Reputation: 318
I am working on simulation of stars on top of an image. The image is a grayscale matrix that is generated with normal distribution (mean, standard deviation). Now, given the pixel coordinates and star SNR I have to plant it as point source on top of image. Any suggestions how can I implement it such that it will be a useful simulation ? Can you suggest code samples ? I am developing in C++ but Matlab/pseudocode will be good also. thanks in advance
Upvotes: 1
Views: 92
Reputation: 60810
A star can be considered a point source. The optical system of the telescope/camera, if ideal optics, will project an Airy disk onto the imaging plane (film, CCD, what have you). Thus, you should generate an Airy disk and add it to the existing pixel values (multiple nearby stars will have overlapping disks, which should be added together).
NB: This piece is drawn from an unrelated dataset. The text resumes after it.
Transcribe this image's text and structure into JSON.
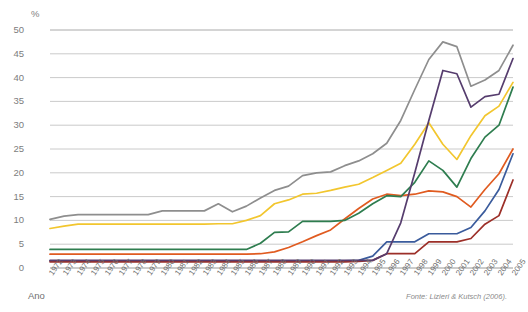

I would simply generate this function and sample it at the pixel coordinates. Note that the Airy disk will get really close to zero at relatively short distances from the center, so you can define a small region, say 7x7 pixels, around this center where you evaluate the function. This will save a lot of computation.
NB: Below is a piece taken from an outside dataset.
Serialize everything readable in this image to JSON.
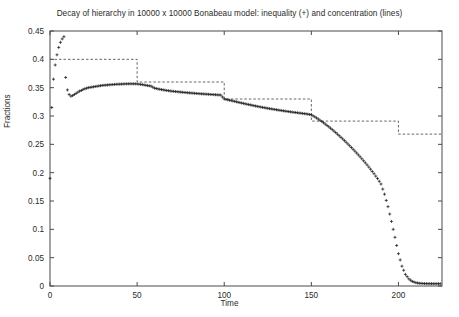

To further simplify the implementation and the computational cost, you can approximate the Airy disk with a Gaussian. Note that any imperfection in the imaging optics (including the atmosphere) causes the projected dot to be less like an Airy disk and more like a Gaussian, so this is not at all a bad approximation.
Using DIPlib (I’m an author) you can add a Gaussian dot to an image with a call to dip::DrawBandlimitedPoint
:
constexpr std::size_t N = 10;
double coordinates[N][2] = {...};
double magnitudes[N] = {...};
dip::Image image({1024,1024});
for (std::size_t ii=0; ii<N; ++ii) {
dip::DrawBandlimitedPoint(image, {coordinates[ii][0], coordinates[ii][1]}, {magnitudes[ii]}, {1.0});
}
The {1.0}
in that function call is the sigma of the Gaussian dot. Adjust this value to match the optics you’re simulating. The code generates a single-precision floating-point image. You can convert it to an integer type after appropriate scaling, for example:
image *= 10;
image.Convert(dip::DT_UINT16);
Drawing Airy disks would be a bit more involved.